Here Comes the Largest Tax Hike in American History

The Democrats are going to live up to their "tax and spend" reputation:

The new Democratic majority begins dancing the next phase of the tax-and-spend minuet in the House of Representatives today. Following the example set by their Senate brethren last Friday, House Democrats will adopt a budget resolution containing the largest tax increase in U.S. history amid massive national inattention.

Nobody's tax payment will increase immediately, but the budget resolutions set a pattern for years ahead. The House version would increase non-defense, non-emergency spending by $22.5 billion for next fiscal year, with such spending to rise 2.4 percent in each of the next three years.
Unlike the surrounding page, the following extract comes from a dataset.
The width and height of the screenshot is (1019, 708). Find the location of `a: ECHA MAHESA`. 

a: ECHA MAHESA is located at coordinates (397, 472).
To pay for these increases, the resolution would raise taxes by close to $400 billion over five years -- about $100 billion more than what was passed in the Senate.

It had been assumed that the new Democratic majority would end President Bush's relief in capital gains, dividend and estate taxation. The simultaneous rollback of Bush-sponsored income tax cuts was a surprise. This reflects Democrats' belief that they can survive a long-term commitment to bigger government. Here is an audacious effort to raise the banner of fiscal responsibility while increasing spending and taxes.

This Democratic strategy is encapsulated in what Harry Hopkins, President Franklin D. Roosevelt's main man, is alleged to have told a friend at New York's Empire City race track in August 1938: "We will spend and spend, and tax and tax, and elect and elect." While Hopkins denied ever saying those words, they represented successful Democratic government and political strategy for the next two decades.

If you abandoned the GOP during the midterm elections because you didn't like they way they allowed the Federal budget to explode, did you think the Dems would do any better? Neither party has done well in the last 20 years in the spending department, and the GOP certainly lost its way after taking control in 1994, but anyone who thought electing Dems would stop that problem was seriously confused.